Art
The Jewish Immigrant Modernists Who Dreamed a Better Future in Brazil
As Jewish artists fled World War II, some settled in Brazil, where their resilience and desire for renewal shaped their art that looked hopefully to the future.
Art
As Jewish artists fled World War II, some settled in Brazil, where their resilience and desire for renewal shaped their art that looked hopefully to the future.
Books
Ornament is Crime is a visual compendium of the Modernist home, from early 1900s designs to contemporary structures carrying the austere style into the 21st century.
Art
In Girard's fantastic retrospective at the Cranbrook Art Museum, we see how he mitigated the starkness of American Modernism with bold color, earthy materials, and folk art aesthetics.
Art
Tsireh's watercolors recall a remarkable period of creative art-making from the Native American community, and this exhibition gives him dimension and the recognition he deserves.
Art
The current exhibition of paintings by Francisco Oller at the Brooklyn Museum is a provocative and difficult show — a collision of curatorial strategies and recalcitrant artwork that defies the interpretive armature.
News
Want to own a house that changed the urban landscape of the United States?
Art
LIMA, Peru — Geometric abstraction is one of those art movements that, depending on the viewer, either resonates deeply or bores one to tears.
Art
Clare Grill is a painter based in Queens.

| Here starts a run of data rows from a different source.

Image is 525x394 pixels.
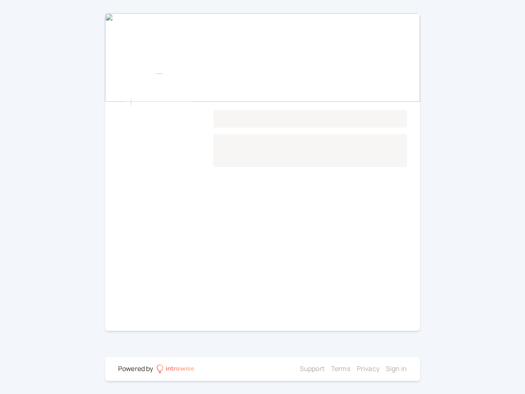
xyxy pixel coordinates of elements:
h1: Loading... [213,110,407,128]
div: Powered by [118,363,153,374]
a: Sign in [386,364,407,373]
a: Support [300,364,324,373]
div: introwise [166,363,194,374]
a: Terms [331,364,350,373]
a: introwise [157,363,195,374]
a: Privacy [357,364,379,373]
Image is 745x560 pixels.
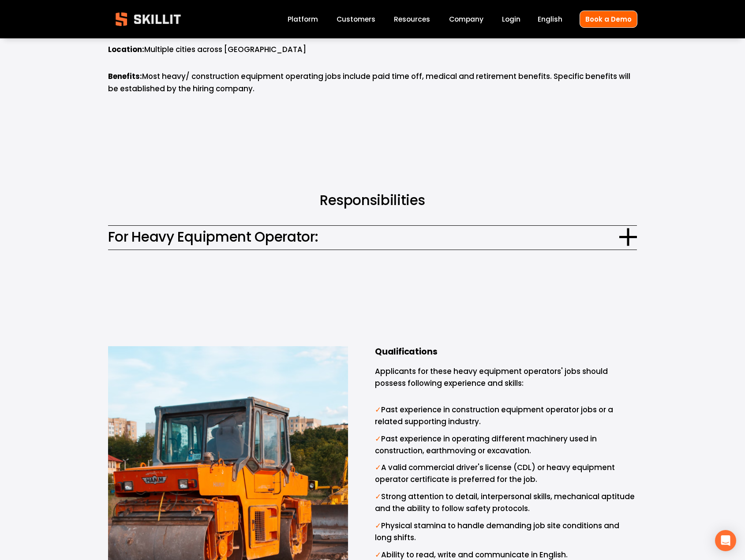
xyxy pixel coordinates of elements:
a: Login [502,13,520,25]
span: ✓ [375,521,381,531]
span: ✓ [375,434,381,444]
span: Past experience in operating different machinery used in construction, earthmoving or excavation. [375,434,598,456]
img: Skillit [108,6,188,32]
a: Book a Demo [579,11,637,28]
span: English [537,14,562,24]
button: For Heavy Equipment Operator: [108,226,637,249]
a: Customers [336,13,375,25]
span: Resources [394,14,430,24]
p: Applicants for these heavy equipment operators' jobs should possess following experience and skills: [375,365,637,389]
span: Ability to read, write and communicate in English. [381,549,568,560]
p: Strong attention to detail, interpersonal skills, mechanical aptitude and the ability to follow s... [375,491,637,515]
div: Open Intercom Messenger [715,530,736,551]
strong: Location: [108,44,144,56]
span: ✓ [375,491,381,502]
a: Platform [288,13,318,25]
strong: Qualifications [375,345,437,359]
p: Most heavy/ construction equipment operating jobs include paid time off, medical and retirement b... [108,71,637,95]
span: Past experience in construction equipment operator jobs or a related supporting industry. [375,404,615,427]
span: ✓ [375,404,381,415]
div: language picker [537,13,562,25]
a: folder dropdown [394,13,430,25]
span: For Heavy Equipment Operator: [108,226,620,248]
span: ✓ [375,549,381,560]
h2: Responsibilities [175,191,570,210]
p: Multiple cities across [GEOGRAPHIC_DATA] [108,44,637,56]
strong: Benefits: [108,71,142,84]
span: A valid commercial driver's license (CDL) or heavy equipment operator certificate is preferred fo... [375,462,617,485]
span: ✓ [375,462,381,473]
span: Physical stamina to handle demanding job site conditions and long shifts. [375,521,621,543]
a: Company [449,13,483,25]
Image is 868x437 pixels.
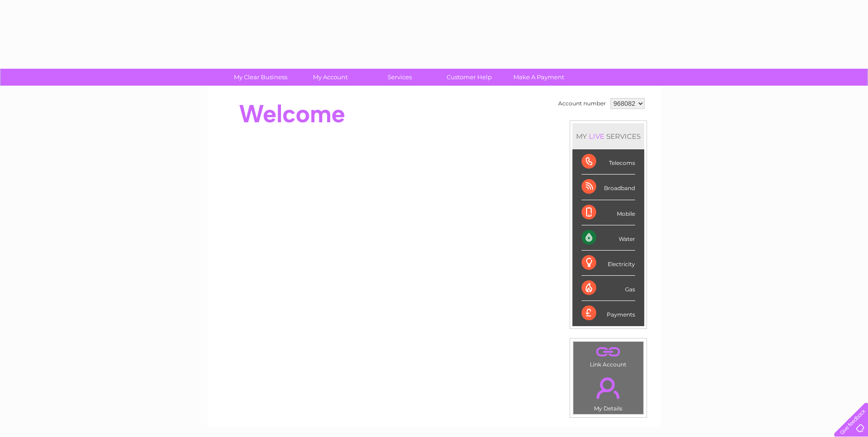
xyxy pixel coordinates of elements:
td: Link Account [573,341,644,370]
div: MY SERVICES [572,123,645,149]
div: Electricity [582,251,635,276]
a: My Clear Business [223,68,299,85]
div: Broadband [582,174,635,200]
td: Account number [556,96,608,111]
a: Make A Payment [501,68,576,85]
div: Gas [582,276,635,301]
a: Customer Help [431,68,507,85]
div: Payments [582,301,635,325]
td: My Details [573,369,644,415]
div: LIVE [587,132,606,140]
div: Water [582,225,635,251]
div: Telecoms [582,149,635,174]
div: Mobile [582,200,635,225]
a: My Account [292,68,368,85]
a: Services [362,68,437,85]
a: . [576,344,641,360]
a: . [576,372,641,404]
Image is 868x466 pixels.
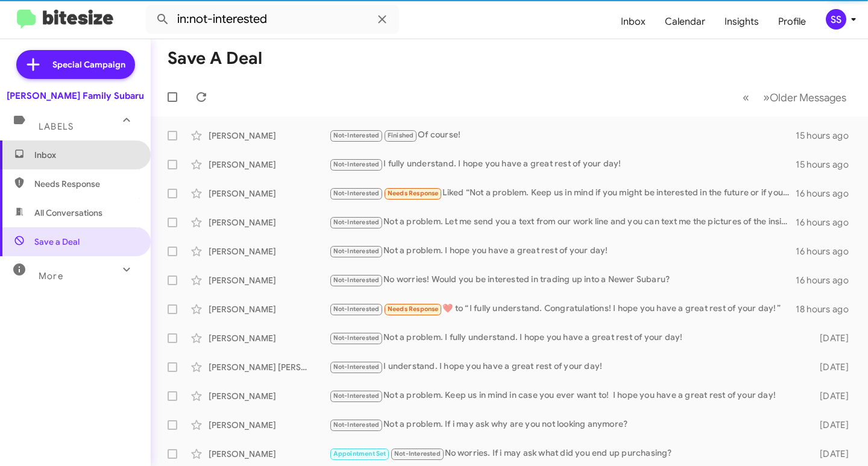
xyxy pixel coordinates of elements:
span: Not-Interested [333,131,380,139]
div: 18 hours ago [796,304,858,315]
div: [PERSON_NAME] [209,390,329,402]
div: [PERSON_NAME] Family Subaru [7,90,144,102]
div: I understand. I hope you have a great rest of your day! [329,360,806,374]
span: Save a Deal [35,236,80,248]
span: Not-Interested [333,363,380,371]
div: [PERSON_NAME] [209,274,329,286]
span: More [39,270,64,281]
div: [PERSON_NAME] [209,304,329,315]
div: [DATE] [806,448,858,460]
span: Not-Interested [333,392,380,400]
span: « [743,90,750,105]
div: [PERSON_NAME] [209,419,329,431]
div: Liked “Not a problem. Keep us in mind if you might be interested in the future or if you have any... [329,186,796,200]
div: No worries. If i may ask what did you end up purchasing? [329,447,806,460]
div: [PERSON_NAME] [PERSON_NAME] [209,361,329,373]
div: [PERSON_NAME] [209,158,329,171]
span: Special Campaign [53,59,125,71]
span: Older Messages [770,91,847,104]
div: Not a problem. If i may ask why are you not looking anymore? [329,418,806,431]
span: Needs Response [388,305,439,313]
div: [DATE] [806,419,858,431]
div: Not a problem. I fully understand. I hope you have a great rest of your day! [329,331,806,345]
div: [PERSON_NAME] [209,448,329,460]
span: Not-Interested [333,334,380,342]
span: Not-Interested [333,189,380,197]
span: Not-Interested [333,276,380,284]
div: 15 hours ago [796,129,858,142]
span: Labels [39,121,73,132]
a: Insights [715,4,769,39]
div: 16 hours ago [796,216,858,228]
span: Not-Interested [333,160,380,168]
button: SS [816,9,855,30]
div: Not a problem. Keep us in mind in case you ever want to! I hope you have a great rest of your day! [329,389,806,402]
div: ​❤️​ to “ I fully understand. Congratulations! I hope you have a great rest of your day! ” [329,302,796,316]
div: 16 hours ago [796,245,858,257]
div: Of course! [329,129,796,142]
span: Not-Interested [333,421,380,429]
span: Not-Interested [333,305,380,313]
button: Previous [736,85,757,110]
div: 16 hours ago [796,274,858,286]
nav: Page navigation example [736,85,853,110]
span: Needs Response [388,189,439,197]
a: Calendar [656,4,715,39]
a: Profile [769,4,816,39]
button: Next [756,85,853,110]
div: I fully understand. I hope you have a great rest of your day! [329,158,796,171]
div: [PERSON_NAME] [209,216,329,228]
div: [DATE] [806,390,858,402]
span: Inbox [35,149,137,161]
div: 15 hours ago [796,158,858,171]
span: » [764,90,770,105]
div: [DATE] [806,332,858,344]
span: Finished [388,131,414,139]
div: Not a problem. I hope you have a great rest of your day! [329,244,796,258]
div: SS [826,9,847,30]
div: [PERSON_NAME] [209,187,329,200]
div: [PERSON_NAME] [209,129,329,142]
div: [DATE] [806,361,858,373]
div: No worries! Would you be interested in trading up into a Newer Subaru? [329,273,796,287]
span: Needs Response [35,178,137,190]
span: Not-Interested [333,247,380,255]
h1: Save a Deal [167,49,262,68]
span: Appointment Set [333,449,387,458]
span: Not-Interested [333,218,380,226]
div: [PERSON_NAME] [209,332,329,344]
span: Not-Interested [394,449,441,458]
a: Inbox [611,4,656,39]
a: Special Campaign [17,50,135,79]
div: [PERSON_NAME] [209,245,329,257]
div: Not a problem. Let me send you a text from our work line and you can text me the pictures of the ... [329,215,796,229]
span: All Conversations [35,207,102,218]
div: 16 hours ago [796,187,858,200]
input: Search [146,5,399,34]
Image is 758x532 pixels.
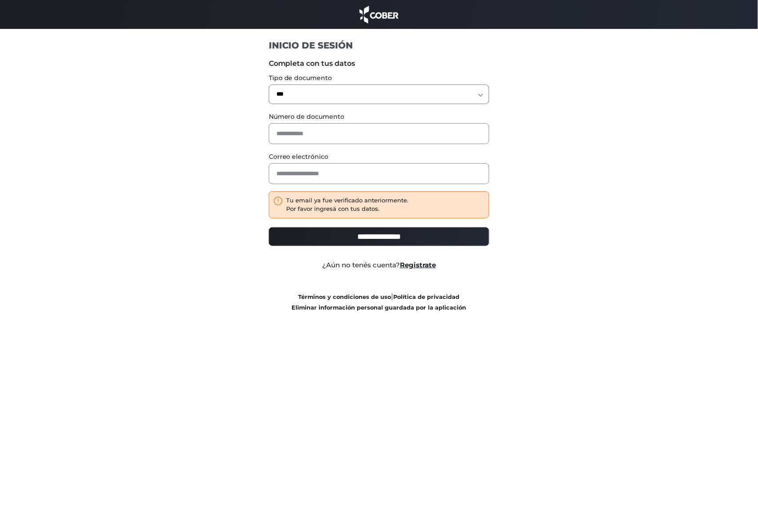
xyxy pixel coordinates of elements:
a: Términos y condiciones de uso [299,293,391,300]
a: Política de privacidad [394,293,460,300]
h1: INICIO DE SESIÓN [269,40,490,51]
h1: An Error Was Encountered [23,18,730,38]
label: Tipo de documento [269,74,490,83]
label: Correo electrónico [269,152,490,161]
label: Completa con tus datos [269,58,490,69]
div: ¿Aún no tenés cuenta? [262,260,496,270]
a: Registrate [400,261,436,269]
p: Unable to load the requested file: pwa/ia.php [29,44,723,53]
img: cober_marca.png [357,5,401,25]
div: Tu email ya fue verificado anteriormente. Por favor ingresá con tus datos. [287,196,409,213]
label: Número de documento [269,112,490,122]
a: Eliminar información personal guardada por la aplicación [292,304,466,311]
div: | [262,291,496,312]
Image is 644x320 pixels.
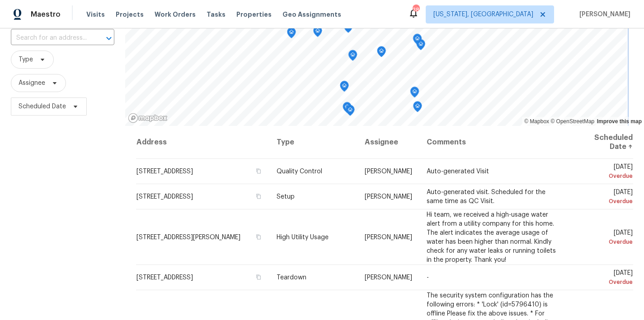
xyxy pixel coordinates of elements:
span: [PERSON_NAME] [365,234,412,240]
th: Scheduled Date ↑ [569,126,633,159]
th: Assignee [357,126,419,159]
div: Map marker [413,33,422,47]
th: Comments [419,126,569,159]
span: Maestro [30,10,60,19]
span: [DATE] [576,229,633,246]
span: Assignee [19,79,45,88]
span: Properties [237,10,272,19]
span: Auto-generated visit. Scheduled for the same time as QC Visit. [427,189,545,205]
div: Overdue [576,197,633,206]
th: Address [136,126,270,159]
div: 38 [413,5,419,14]
span: [PERSON_NAME] [576,10,630,19]
div: Map marker [287,27,296,41]
span: Geo Assignments [283,10,341,19]
input: Search for an address... [11,31,89,45]
a: Mapbox homepage [128,113,168,124]
span: Projects [116,10,144,19]
span: [PERSON_NAME] [365,168,412,175]
div: Map marker [344,21,352,36]
span: [DATE] [576,189,633,206]
span: Type [19,55,33,64]
span: Tasks [207,11,226,18]
span: Setup [277,194,295,200]
div: Map marker [346,105,355,119]
span: Hi team, we received a high-usage water alert from a utility company for this home. The alert ind... [427,211,556,263]
button: Copy Address [254,192,262,201]
button: Copy Address [254,167,262,176]
div: Map marker [343,17,352,31]
span: [STREET_ADDRESS] [136,194,193,200]
div: Map marker [416,39,425,53]
a: Mapbox [525,118,549,125]
span: Quality Control [277,168,322,175]
button: Copy Address [254,273,262,281]
span: [DATE] [576,164,633,181]
div: Map marker [340,81,349,95]
span: Visits [86,10,105,19]
div: Map marker [410,87,419,101]
span: [STREET_ADDRESS] [136,275,193,281]
span: [PERSON_NAME] [365,194,412,200]
div: Overdue [576,171,633,181]
span: Teardown [277,275,306,281]
span: [US_STATE], [GEOGRAPHIC_DATA] [434,10,533,19]
div: Map marker [377,46,386,60]
div: Map marker [413,101,422,115]
span: Auto-generated Visit [427,168,489,175]
div: Overdue [576,237,633,246]
span: Work Orders [155,10,196,19]
span: [DATE] [576,270,633,287]
a: OpenStreetMap [550,118,594,125]
button: Open [103,32,115,45]
span: Scheduled Date [19,102,66,111]
th: Type [269,126,357,159]
div: Overdue [576,278,633,287]
div: Map marker [313,26,322,40]
span: [PERSON_NAME] [365,275,412,281]
a: Improve this map [597,118,642,125]
span: [STREET_ADDRESS][PERSON_NAME] [136,234,240,240]
span: - [427,275,429,281]
div: Map marker [342,102,352,116]
span: [STREET_ADDRESS] [136,168,193,175]
div: Map marker [348,50,357,64]
span: High Utility Usage [277,234,329,240]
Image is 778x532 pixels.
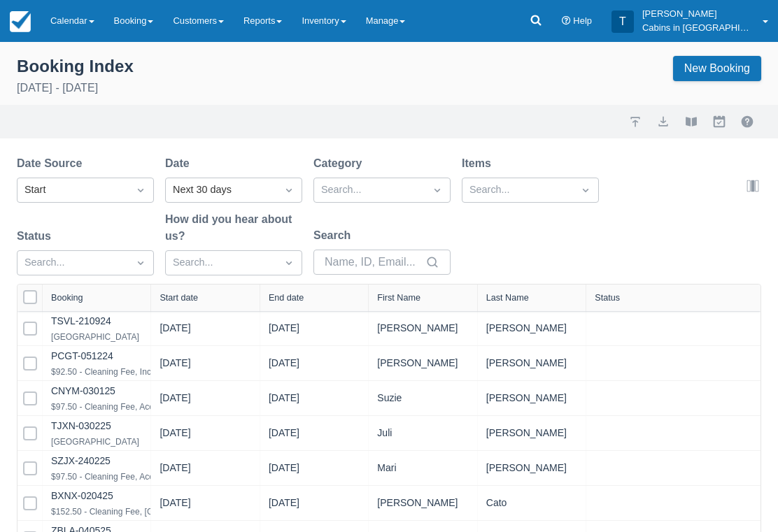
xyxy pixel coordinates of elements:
div: Start date [160,293,198,303]
div: [DATE] [160,496,190,517]
div: [PERSON_NAME] [487,460,577,477]
input: Name, ID, Email... [325,250,422,275]
div: Suzie [378,390,468,407]
a: TJXN-030225 [51,421,111,432]
div: $97.50 - Cleaning Fee, Ace in the Hole, Incidental Service Fee, Pet Fee [51,399,320,416]
a: BXNX-020425 [51,491,113,502]
div: [PERSON_NAME] [487,355,577,372]
a: CNYM-030125 [51,386,116,397]
div: End date [269,293,304,303]
div: Start [24,182,121,198]
span: Dropdown icon [133,183,147,198]
div: Mari [378,460,468,477]
div: T [612,11,634,33]
span: Dropdown icon [431,183,444,198]
div: [GEOGRAPHIC_DATA] [51,434,139,451]
div: [DATE] [160,426,190,447]
div: [DATE] [269,461,299,482]
p: [DATE] - [DATE] [17,80,133,97]
div: Juli [378,425,468,442]
div: [PERSON_NAME] [487,390,577,407]
div: Booking Index [17,56,133,77]
span: Dropdown icon [133,256,147,270]
p: Cabins in [GEOGRAPHIC_DATA] [642,21,754,35]
button: export [655,113,672,130]
div: $92.50 - Cleaning Fee, Incidental Service Fee, [GEOGRAPHIC_DATA] [51,364,317,381]
span: Dropdown icon [579,183,592,198]
div: Booking [51,293,83,303]
div: [DATE] [160,356,190,377]
img: checkfront-main-nav-mini-logo.png [10,11,31,33]
label: Search [313,227,356,244]
div: [PERSON_NAME] [378,495,468,512]
label: Items [462,155,497,172]
a: SZJX-240225 [51,456,111,467]
i: Help [562,17,571,26]
div: [DATE] [269,426,299,447]
a: import [627,113,644,130]
div: Cato [487,495,577,512]
p: [PERSON_NAME] [642,7,754,21]
div: Status [595,293,620,303]
div: [DATE] [160,321,190,342]
div: [PERSON_NAME] [378,320,468,338]
div: First Name [378,293,421,303]
div: [DATE] [269,321,299,342]
label: How did you hear about us? [165,211,303,245]
label: Status [17,228,57,245]
label: Date [165,155,195,172]
div: [DATE] [269,391,299,412]
label: Date Source [17,155,87,172]
div: Next 30 days [173,182,269,198]
div: [DATE] [269,496,299,517]
a: PCGT-051224 [51,351,113,362]
span: Dropdown icon [282,256,296,270]
div: [PERSON_NAME] [487,425,577,442]
div: [DATE] [269,356,299,377]
div: Last Name [487,293,529,303]
div: $152.50 - Cleaning Fee, [GEOGRAPHIC_DATA], Incidental Service Fee [51,504,321,521]
div: [PERSON_NAME] [487,320,577,338]
a: TSVL-210924 [51,316,111,327]
div: $97.50 - Cleaning Fee, Ace in the Hole, Incidental Service Fee [51,469,286,486]
span: Dropdown icon [282,183,296,198]
div: [DATE] [160,391,190,412]
div: [DATE] [160,461,190,482]
span: Help [573,15,592,26]
div: [GEOGRAPHIC_DATA] [51,329,139,346]
label: Category [313,155,367,172]
a: New Booking [673,56,762,81]
div: [PERSON_NAME] [378,355,468,372]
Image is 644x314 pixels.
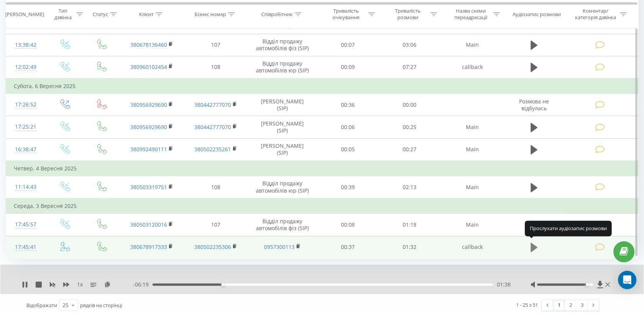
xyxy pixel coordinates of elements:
div: 17:25:21 [14,120,38,134]
a: 380956929690 [130,101,167,108]
td: [PERSON_NAME] (SIP) [248,138,317,161]
div: 1 - 25 з 51 [516,301,538,309]
div: Співробітник [261,11,292,17]
a: 380960102454 [130,63,167,70]
td: 02:13 [378,176,440,199]
td: 03:06 [378,34,440,56]
a: 380442777070 [194,123,231,131]
div: 17:45:57 [14,217,38,232]
td: Відділ продажу автомобілів фіз (SIP) [248,34,317,56]
td: Відділ продажу автомобілів юр (SIP) [248,176,317,199]
div: Accessibility label [586,283,589,286]
div: Прослухати аудіозапис розмови [525,221,611,237]
a: 380678136460 [130,41,167,48]
td: callback [440,236,505,258]
span: Розмова не відбулась [519,98,549,112]
td: 01:32 [378,236,440,258]
td: Відділ продажу автомобілів юр (SIP) [248,56,317,78]
td: 00:39 [317,176,378,199]
td: 107 [184,214,248,236]
div: 16:38:47 [14,142,38,157]
a: 3 [576,300,588,311]
div: Аудіозапис розмови [513,11,561,17]
td: Main [440,116,505,138]
td: [PERSON_NAME] (SIP) [248,94,317,116]
td: Четвер, 4 Вересня 2025 [6,161,638,176]
a: 380678917333 [130,243,167,251]
td: 00:36 [317,94,378,116]
span: 1 x [77,281,83,288]
a: 2 [564,300,576,311]
div: Тип дзвінка [52,8,74,21]
span: Відображати [26,302,57,309]
td: Main [440,34,505,56]
a: 380442777070 [194,101,231,108]
span: рядків на сторінці [80,302,122,309]
div: 12:02:49 [14,60,38,74]
a: 380956929690 [130,123,167,131]
div: Open Intercom Messenger [618,271,636,290]
div: Тривалість розмови [387,8,428,21]
td: 00:37 [317,236,378,258]
span: 01:38 [497,281,510,288]
div: Коментар/категорія дзвінка [573,8,618,21]
td: Субота, 6 Вересня 2025 [6,78,638,94]
td: Main [440,138,505,161]
td: Main [440,214,505,236]
td: Середа, 3 Вересня 2025 [6,198,638,214]
td: 107 [184,34,248,56]
td: 00:09 [317,56,378,78]
td: 00:05 [317,138,378,161]
div: 13:38:42 [14,38,38,52]
td: 00:08 [317,214,378,236]
td: 01:18 [378,214,440,236]
td: 07:27 [378,56,440,78]
span: - 06:19 [133,281,152,288]
td: callback [440,56,505,78]
td: Main [440,176,505,199]
a: 380503120016 [130,221,167,229]
div: Назва схеми переадресації [450,8,491,21]
td: [PERSON_NAME] (SIP) [248,116,317,138]
td: 108 [184,176,248,199]
div: Клієнт [139,11,153,17]
div: 17:45:41 [14,240,38,255]
td: 00:06 [317,116,378,138]
a: 380503319751 [130,184,167,191]
div: 11:14:43 [14,180,38,195]
td: 00:07 [317,34,378,56]
a: 0957300113 [264,243,295,251]
a: 380502235261 [194,145,231,153]
div: Accessibility label [221,283,224,286]
td: 00:00 [378,94,440,116]
div: Статус [92,11,108,17]
a: 380992490111 [130,145,167,153]
td: Відділ продажу автомобілів фіз (SIP) [248,214,317,236]
div: 17:26:52 [14,97,38,112]
td: 00:25 [378,116,440,138]
td: 108 [184,56,248,78]
div: Бізнес номер [195,11,226,17]
td: 00:27 [378,138,440,161]
div: [PERSON_NAME] [5,11,44,17]
a: 380502235306 [194,243,231,251]
div: 25 [62,302,69,309]
div: Тривалість очікування [325,8,366,21]
a: 1 [553,300,564,311]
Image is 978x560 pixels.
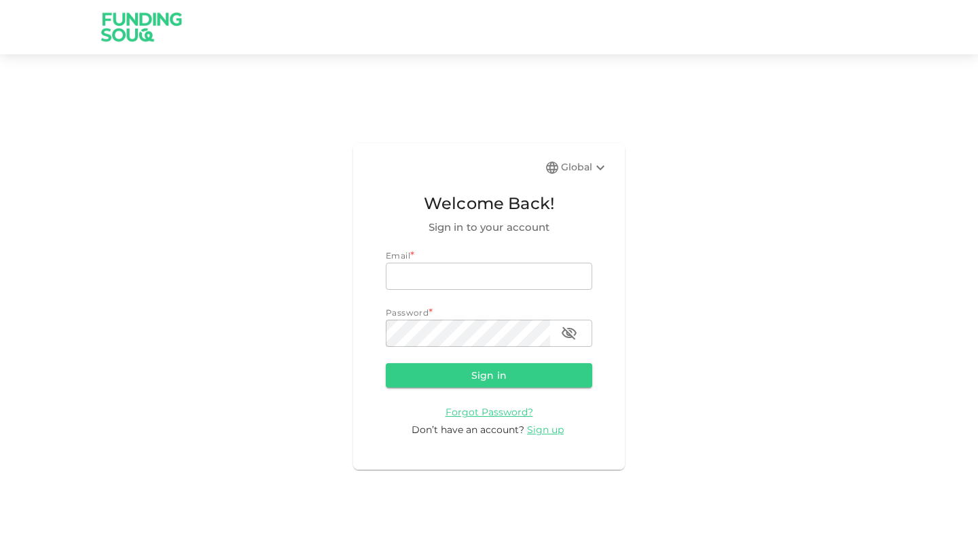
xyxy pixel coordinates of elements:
[385,263,592,290] input: email
[445,406,533,418] span: Forgot Password?
[385,219,592,235] span: Sign in to your account
[385,320,550,347] input: password
[445,405,533,418] a: Forgot Password?
[385,191,592,217] span: Welcome Back!
[527,424,564,435] span: Sign up
[385,250,410,261] span: Email
[385,363,592,387] button: Sign in
[412,424,524,435] span: Don’t have an account?
[561,160,608,176] div: Global
[385,308,429,318] span: Password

She has shown consistently, if not quietly, over the last few years.
Art
A collection of Anglo-European avant-garde and modernist magazines dating to the late 19th and early 20th centuries has been compiled by Monoskop.
Art
LONDON — Riley’s paintings establish a sort of bridge between old inquiries and more recent art: no matter how many years have passed since the inception of Modernism, she seems to suggest its bases are still the fundament of artistic endeavor, and always will be.
Art
Asia Society's Iran Modern is a must-see exploration of a period little known in the West but infinitely interesting for its non-Western responses to modernity, its embrace of the developing world, the prevalence of prominent female artists at a time when the same wasn't true most elsewhere, and its
Opinion
In his critique of the Gulf art boom for the Wall Street Journal late last month, Noah Feldman eagerly took up the cause of Tahrir's political muralists, dubiously trumpeting that this was "the first time in Arab history that the visual arts had a major impact on public consciousness."